Hummingbirds and phages

Hummingbird

Image credit: http://www.deskpicture.com/DPs/Nature/Animals/hummingbird.jpg

As I’m sitting outside Café Vita and getting ready to work on phage subsystems, I can’t avoid being distracted by this number of bees and hummingbirds surrounding me. I have never had such a close view of a hummingbird. Because phage subsystems are keeping me still, these birds are totally peaceful around me. I am getting a really close view of hummingbirds working on sucking flowers. I have never noticed their beaks before. They are really interesting–well adapted to their feeding style (read about co-evolution of hummingbirds and their favorite flowers). And  because phage subsystems are keeping my mind busy, I can’t help but draw an analogy between phage modules and bird modules.

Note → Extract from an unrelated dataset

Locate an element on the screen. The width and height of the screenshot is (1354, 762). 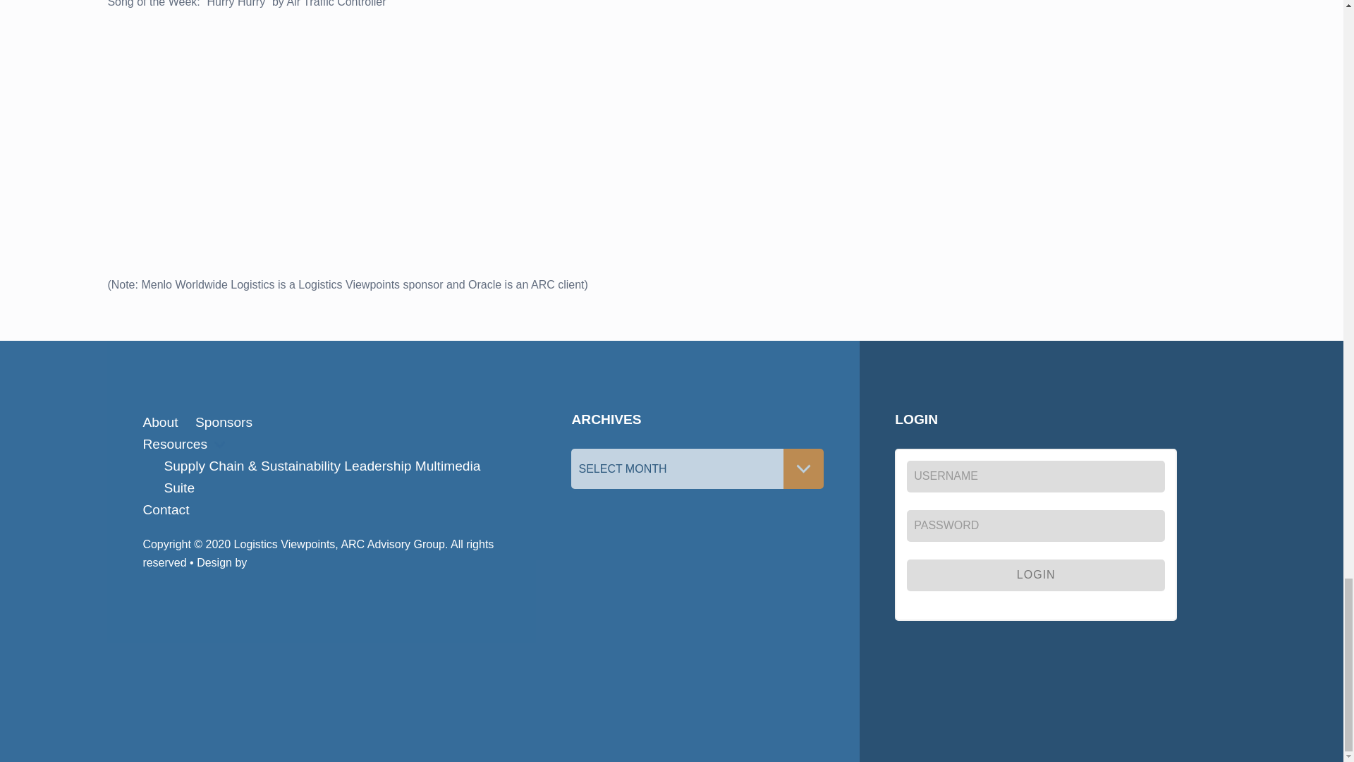
Please enter username is located at coordinates (1035, 476).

The hummingbird has several modules: a flight module (the unique wings),  a feeding module (i.e., the beak), a body module, etc. There may be other birds with same bodies but different beaks, same wings but different feet, and so forth. Phages are similar. Phage genomes, and subsequently their encoded proteomes, are modular: a set of clustered protein-encoding genes (Pegs) are dedicated to encode the phage heads (capsids); another set encodes the tails; a third set encodes host-specificity proteins, and so on. If a phage “decides” to “feed on” a novel bacterial host (for several reasons including the extinction of its old host), the phage will have to switch its host specificity. An entire phage can thus “exchange modules” with one that attacks the new host. For example, a phage in the human throat may face a crisis when the human host uses an antibiotic for a couple of weeks. The phage may be forced to switch hosts from streptococci (almost extinct after antibiosis) to bacteroides, for example (I’m just making this up). To do so, the phage needs proteins that are specific to Bacteroides.

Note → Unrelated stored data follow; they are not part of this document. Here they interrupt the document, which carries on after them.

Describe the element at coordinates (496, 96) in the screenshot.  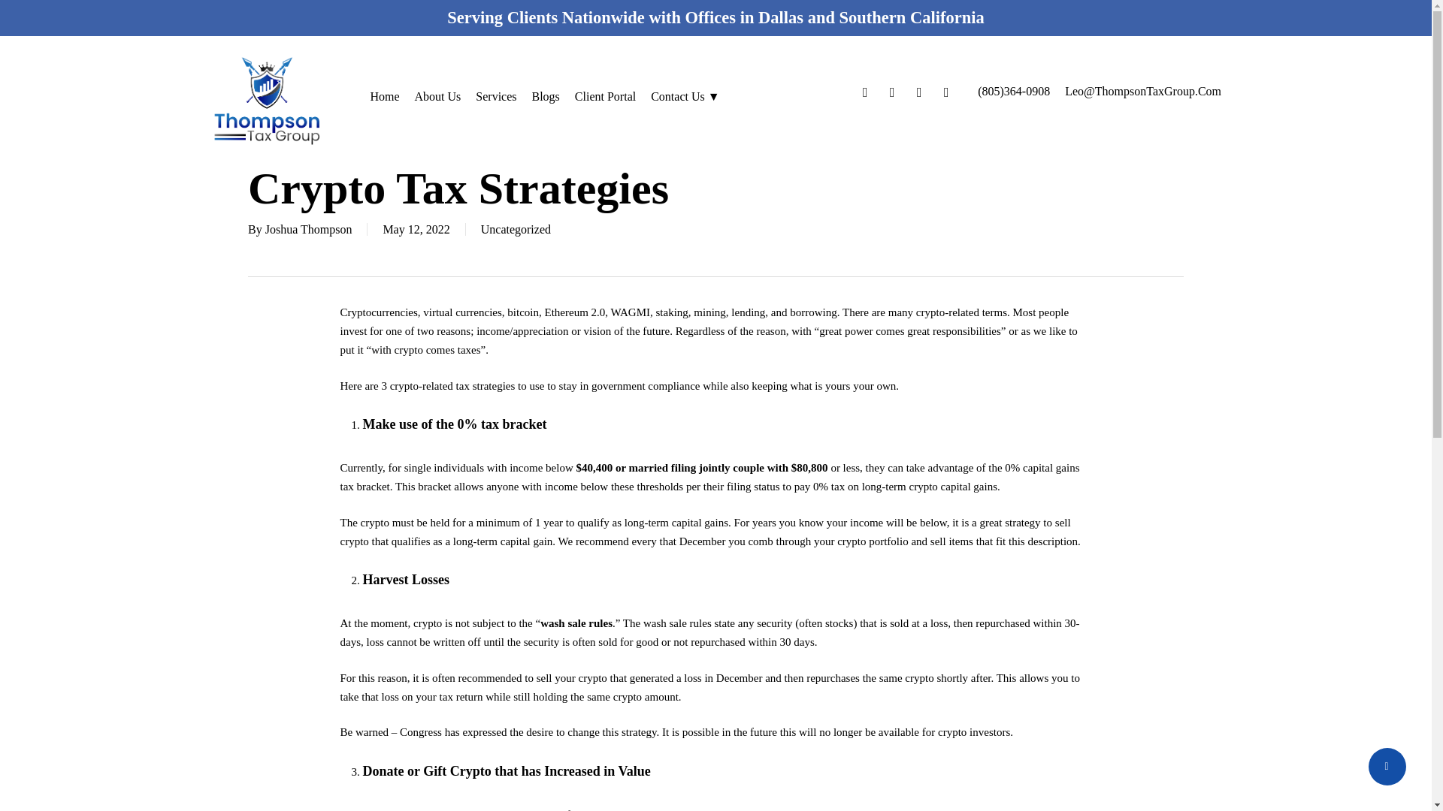
I see `Services` at that location. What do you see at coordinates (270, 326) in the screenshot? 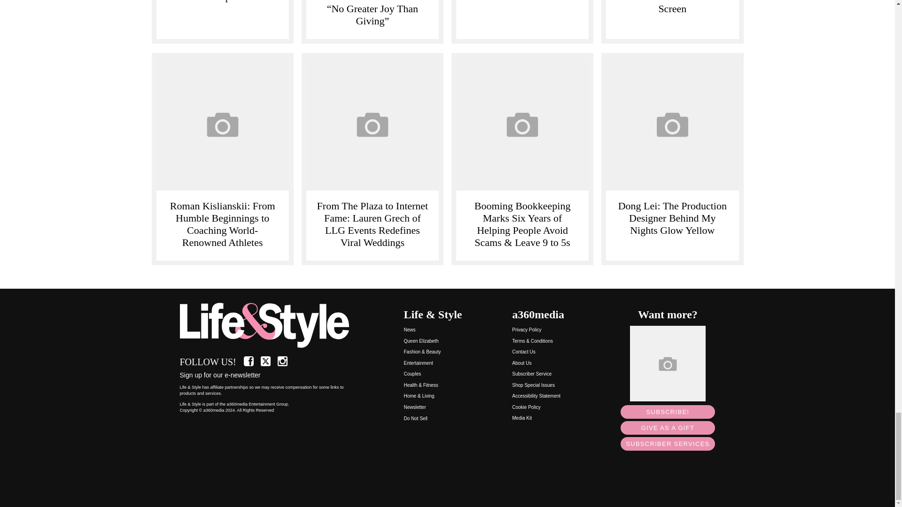
I see `Home` at bounding box center [270, 326].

Unlike birds, the phage cannot afford the slow process of mutagenesis and selection for evolving bacteroides-specific attack molecules. Instead, it would just “exchange” it with another phage that “knows how” to attack bacteroides but has been unsuccessful in replicating inside these anaerobic bacteria (probably due to bacterial immunity). The novel, re-invented, phage will keep the successful modules that replicate well (from the streptococcal phage) and the bacteroides-specific module from the less successful bacteroides phage.